Some propositions for future spatial hearing research (II) - Tuning curves

In the previous post, I proposed to look at the ecological problem of sound localization, rather than the artificial and computationally trivial problem that is generally addressed. As regards physiology, this means that a neural representation of sound location is a property of collective neural responses that is unchanged for the class of stimuli that produce the same spatial percept. This is not a property that you will find at a single neuron level. To give a sense of what kind of property I am talking about, consider the Jeffress model, a classic model of sound localization. It goes as follows: each neuron is tuned to a particular location, and there are a bunch of neurons with different tunings. When a sound is presented, you identify the most active neuron, and that tells you where the sound comes from. If it is the same neuron that is most active for different sounds coming from the same location, then you have the kind of representation I am talking about: maximally active neuron is a representation of (specifically) sound location.

The Jeffress model actually has this kind of nice property (unlike competitors), but only when you see it as a signal processing model (cross-correlation) applied to an idealized acoustical situation where you have no head (ie two mics with just air between them). What we pointed out in a recent paper in eLife is that it loses that property when you consider sound diffraction introduced by the head; quite intriguingly, it seems that binaural neurons actually compensate for that (ie their tunings are frequency-dependent in the same way as interaural time differences are frequency-dependent).

But I want to discuss a more fundamental point that has to do with tuning curves. By “tuning curve”, I am referring to a measurement of how the firing rate of a neuron varies when one stimulus dimension is varied. Suppose that indeed you do have neurons that are tuned to different sound locations. Then you present a stimulus (of the same kind) and you look for the maximally active neuron. The tuning of that neuron should match the location of the presented stimulus. Right? Well, actually no. At least not in principle. That would be true if all tuning curves had exactly the same shape and peak value and only differed by a translation, or at least if the shape and magnitude were not correlated with tuning. But otherwise it's just an incorrect inference. If you don't see what I mean look at this paper on auditory nerve responses. Usually one would show selectivity curves of auditory nerve fibers, ie firing rate vs. sound frequency for a bunch of fibers (note that auditory scientists also use “tuning curve” to mean something else, which is minimum sound level that elicits a response vs. frequency). Here the authors show the data differently on Fig. 1: responses of all fibers along the cochlea for a bunch of frequencies. I bet that it is not what you would expect from reading textbooks on hearing. Individually, fibers are tuned to frequency. Yet you can't really pick the most active fiber and tell what sound frequency was presented. Actually there are different frequencies at which the response peaks at the same place. It's basically a mess. But that is what the auditory gets when you present a sound: the response of the entire cochlea for one sound, not the response of one neuron to lots of different stimuli.
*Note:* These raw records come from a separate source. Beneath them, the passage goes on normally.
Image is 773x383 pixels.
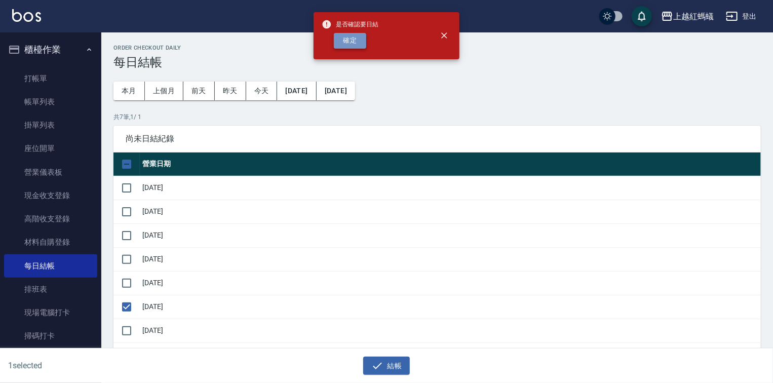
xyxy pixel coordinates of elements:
span: 尚未日結紀錄 [126,134,748,144]
span: 是否確認要日結 [322,19,378,29]
td: [DATE] [140,295,761,318]
td: [DATE] [140,199,761,223]
a: 掛單列表 [4,113,97,137]
div: 上越紅螞蟻 [673,10,713,23]
th: 營業日期 [140,152,761,176]
button: [DATE] [277,82,316,100]
a: 材料自購登錄 [4,230,97,254]
a: 現場電腦打卡 [4,301,97,324]
button: 確定 [334,33,366,49]
button: close [433,24,455,47]
a: 排班表 [4,277,97,301]
button: save [631,6,652,26]
img: Logo [12,9,41,22]
button: 今天 [246,82,277,100]
button: 昨天 [215,82,246,100]
p: 共 7 筆, 1 / 1 [113,112,761,122]
button: 登出 [722,7,761,26]
a: 高階收支登錄 [4,207,97,230]
button: 上個月 [145,82,183,100]
td: [DATE] [140,176,761,199]
h6: 1 selected [8,359,191,372]
td: [DATE] [140,247,761,271]
button: 結帳 [363,356,410,375]
td: [DATE] [140,271,761,295]
button: [DATE] [316,82,355,100]
a: 座位開單 [4,137,97,160]
td: [DATE] [140,223,761,247]
h3: 每日結帳 [113,55,761,69]
a: 營業儀表板 [4,161,97,184]
td: [DATE] [140,318,761,342]
a: 打帳單 [4,67,97,90]
a: 帳單列表 [4,90,97,113]
button: 前天 [183,82,215,100]
a: 現金收支登錄 [4,184,97,207]
h2: Order checkout daily [113,45,761,51]
button: 櫃檯作業 [4,36,97,63]
button: 本月 [113,82,145,100]
a: 每日結帳 [4,254,97,277]
a: 掃碼打卡 [4,324,97,347]
div: 50 [607,343,631,370]
button: 上越紅螞蟻 [657,6,717,27]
So, what about sound localization and binaural neurons, do we have this kind of problem or not? Well I don't know for sure because no one actually shows whether the shape of tuning curves vary systematically with tuning or not. Most of the time, one shows a few normalized responses and then extracts a couple of features of the tuning curves for each cell (ie the tuning in frequency and ITD) and shows some trends. The problem is we can't infer the population response from tunings unless we know quite precisely how the tuning curves depend on tuning. That is particularly problematic when tuning curves are broad, which is the case for the rodents used in many physiological studies.
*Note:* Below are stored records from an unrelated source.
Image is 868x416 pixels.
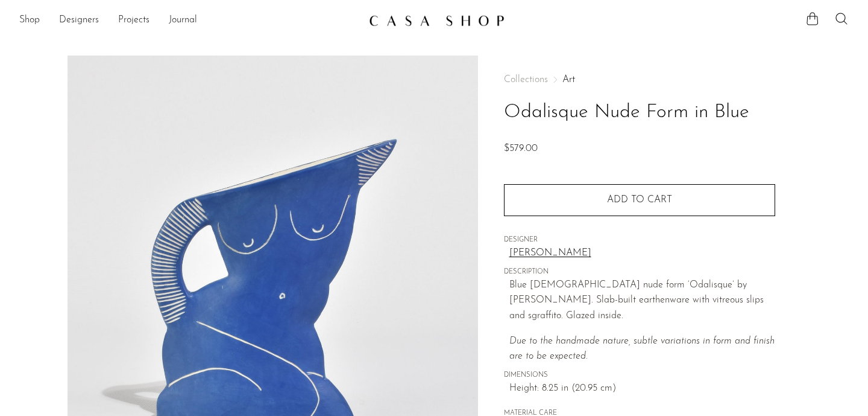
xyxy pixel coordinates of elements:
span: $579.00 [504,143,537,154]
h1: Odalisque Nude Form in Blue [504,97,775,128]
a: Art [563,75,575,84]
span: Height: 8.25 in (20.95 cm) [509,380,775,396]
a: Journal [169,13,198,28]
ul: NEW HEADER MENU [20,10,360,31]
a: Designers [59,13,99,28]
nav: Desktop navigation [20,10,360,31]
span: DESCRIPTION [504,267,775,277]
button: Add to cart [504,184,775,215]
a: [PERSON_NAME] [509,245,775,261]
span: DIMENSIONS [504,370,775,380]
span: Add to cart [607,195,672,204]
a: Shop [20,13,39,28]
span: DESIGNER [504,234,775,245]
span: Collections [504,75,548,84]
nav: Breadcrumbs [504,75,775,84]
em: Due to the handmade nature, subtle variations in form and finish are to be expected. [509,336,774,362]
p: Blue [DEMOGRAPHIC_DATA] nude form ‘Odalisque’ by [PERSON_NAME]. Slab-built earthenware with vitre... [509,277,775,324]
a: Projects [118,13,150,28]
I see two ways to solve this problem. One is to prove that there is no problem. You look at tuning curves, and you show that there is no correlation between tuning and any other characteristic of tuning curves (for examples, calculate average tuning curves with the same tuning, and compare across tunings). That would be quite reassuring. My intuition: that will work in high frequency, maybe, or in the barn owl perhaps (quite narrow curves), but not in low frequency, and not for most cells in rodents (guinea pigs and gerbils).

If it doesn't work and there are correlations, then the problem will get quite complicated. You could think of looking for a parametric representation of the responses. It's a possibility and one might make some progress this way, but it might become quite difficult to do when you add extra stimulus dimensions (level etc). There is also the issue of gathering data from several animals, which will introduce extra variability.

The only clean way I see of dealing with this problem is to actually record the entire population response (or a large part of the structure). It sounds very challenging, but large-scale recording techniques are really progressing quite fast these days. Very dense electrode arrays, various types of imaging techniques; it's difficult but probably possible at some point.